This terrible feeling like you’re just wasting your time and nobody cares happens, absurdly enough, to very popular writers.  It happens to nobodys.  It happens to writers, period.  If you’re putting words down and trying to get people to read them, there will be times you’ll want to take everything you wrote, set it on fire, and then fling yourself in to burn with it.

Here is what you do when those down days come: you write more.

Took a nasty rejection straight to the sternum?  Write more.

Had a confidence-shredding bad review?  Write more.

This grand story in your head is completely beyond your ability to commit it to the page?  Write more.

This terrible book you’re reading made millions, and your better work can’t find a home?  Write more.

Feel like you’re a fraud who’s somehow lucked out when better writers languish behind you?  Write more.

Your favorite author just told you he abhorred what you wrote? Write more.

The thing about writing is that so much of it comes down to tenacity.  The most popular writers in the world can all tell you about this fellow they knew when they were starting out, a colleague who could write stories that would charm the petals from a rose… and yet these natural geniuses didn’t stick with it.  They either let life swamp them, or couldn’t stand the rejections, or didn’t feel like it.  And these magnificently talented people never became Writers, because for whatever reason they never pushed through.
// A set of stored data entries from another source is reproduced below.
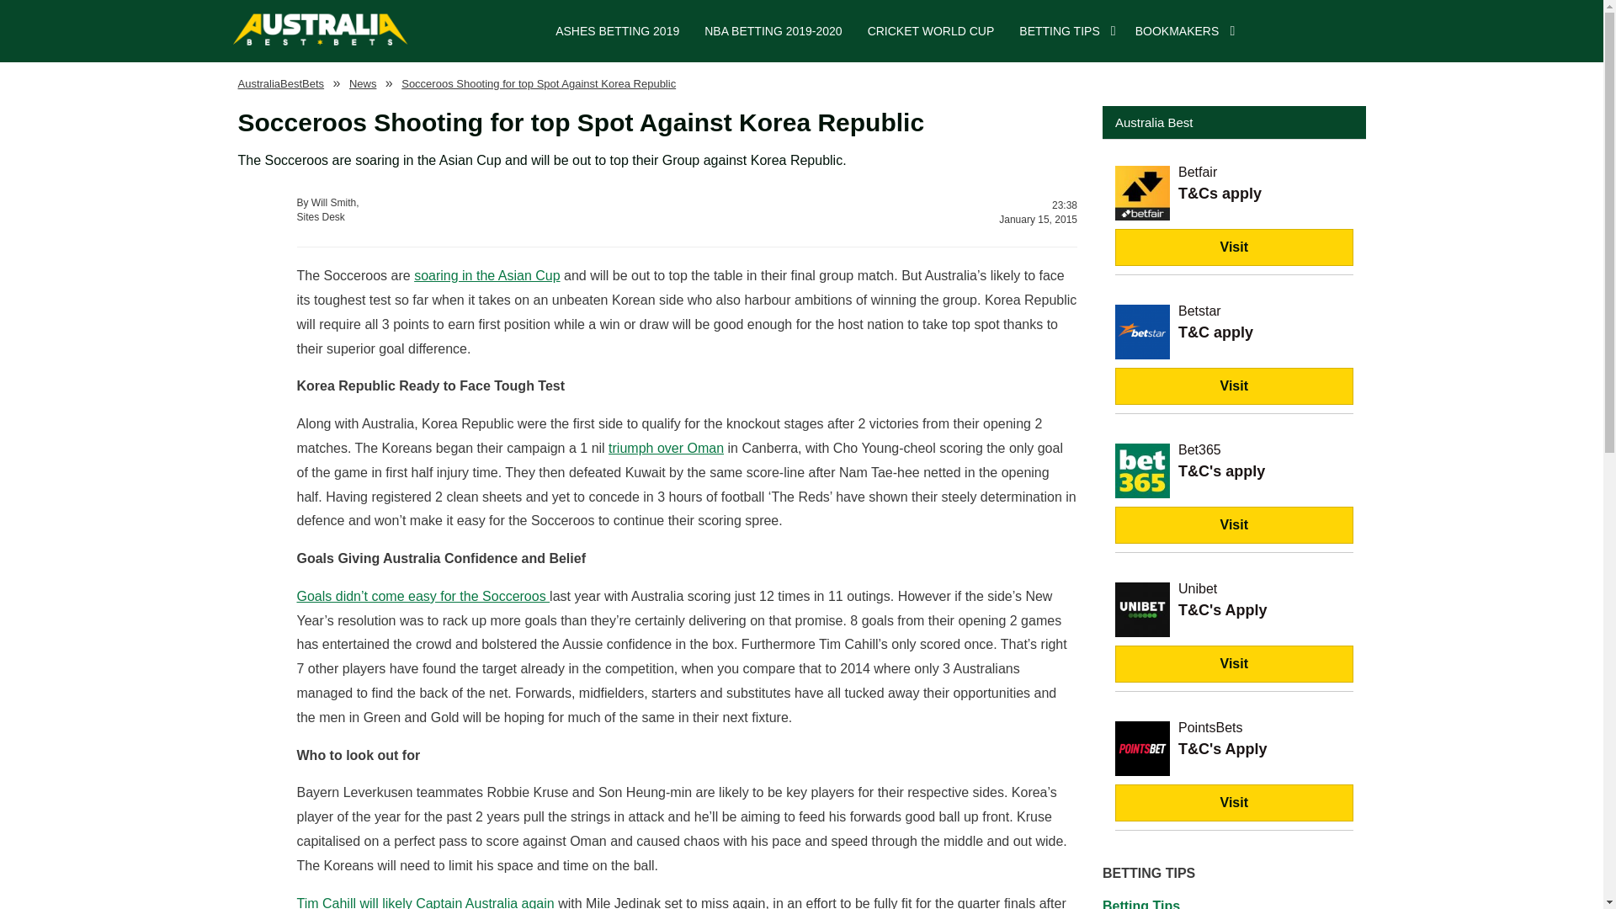  What do you see at coordinates (281, 82) in the screenshot?
I see `AustraliaBestBets` at bounding box center [281, 82].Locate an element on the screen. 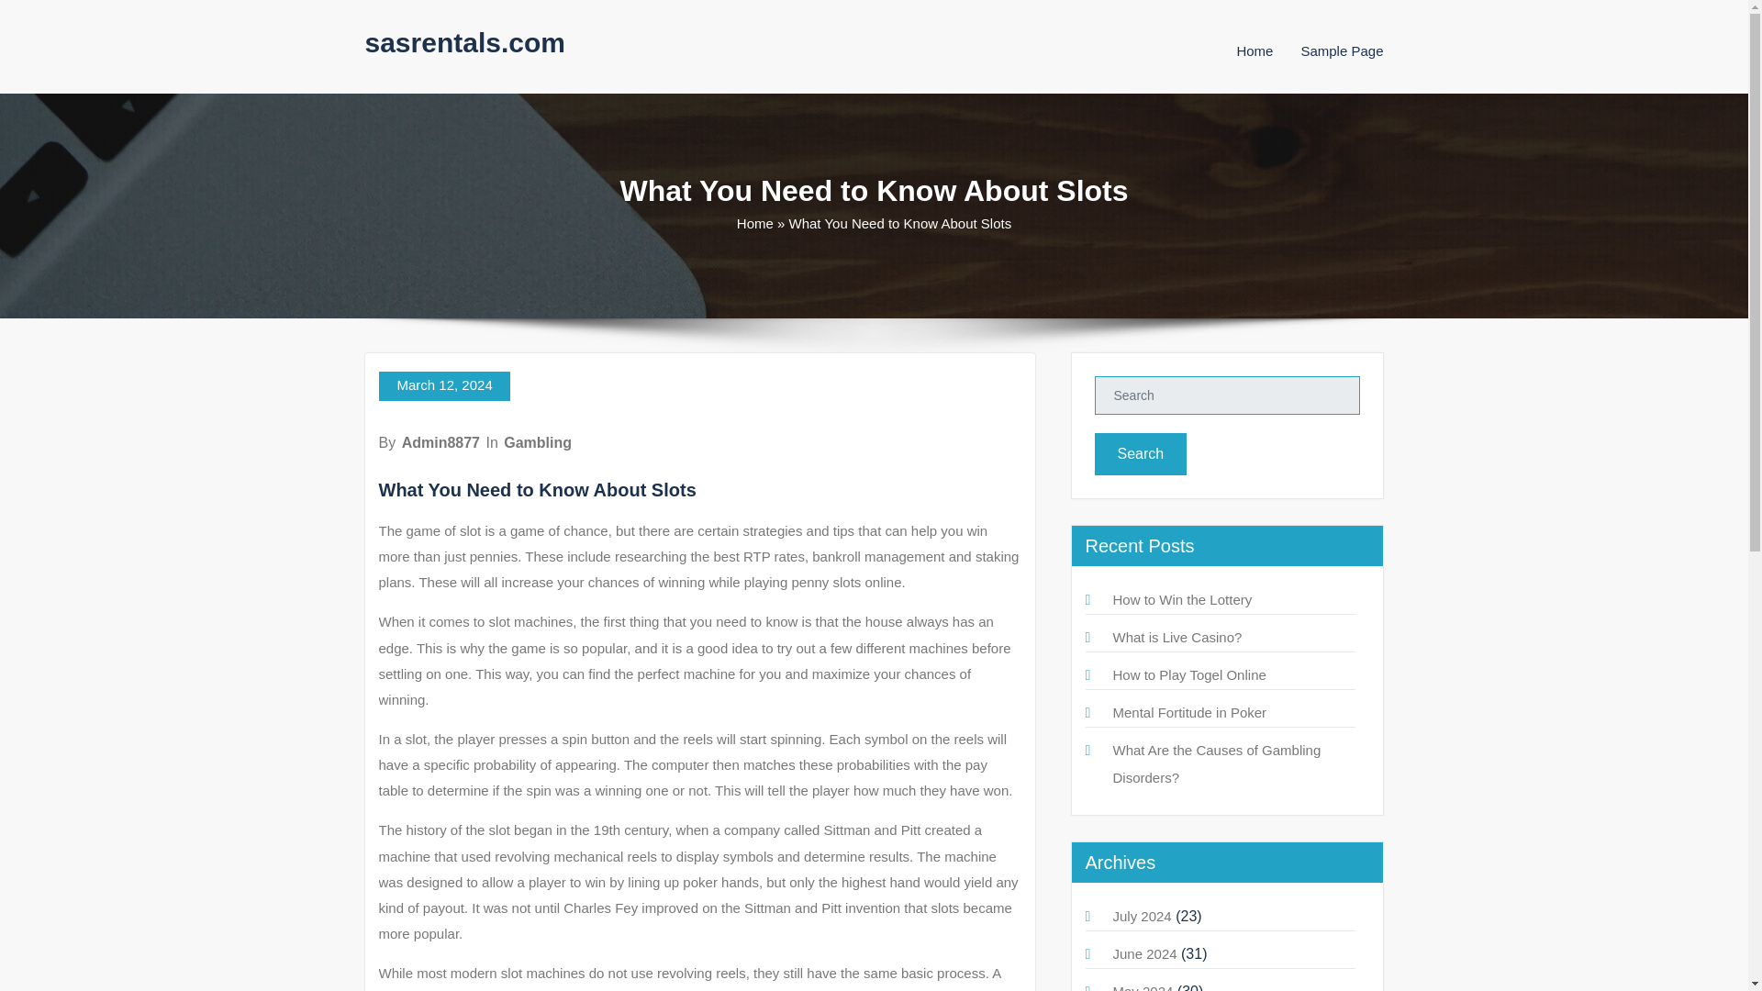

It’s not that they weren’t very good.  It’s just that they stopped knocking on doors.  While the writer you’ve heard of kept ringing doorbells until she got an answer.

So pushing through is what you need to do.  Write when you’re sad.  Write when you’re busy.  Write when you’re uninspired.  Write when you’re utterly consumed with the idea that you cannot do this.  Learn to take all of that despondence and to transform it into beauty, for writing in the throes of despair will do two things: when you are writing sad scenes, you will have so many more emotions to cram into it, and when you are writing happy scenes, you will be forced to emulate joy. One will make for better writing, the other will elevate your mood.

The truth is, though I’ve written in both despair and elation, I can’t really tell which mood I was in when I go back to revise.  You must learn to write without hope.  Keep creating through those dry spells, keep sending out stories during the rejections; decouple your personal contentment from your creative muse and make that bitch dance for you.  She’ll be clumsy at first, foolish… but with time, you can make her do the most elaborate pirouettes when you’re barely able to move off the couch.

In fiction, there’s often a plot sequence: Try/fail, try/fail, try/succeed.  In real life, there may be a hundred try/fails before you get to that succeed.  But you’ll never know unless you stay in that execution loop.

Write.

Write more.

And then write more still.

(Inspired by Catherine Schaff-Stump’s Writers and Despair.)

 

Cross-posted from Ferrett's Real Blog.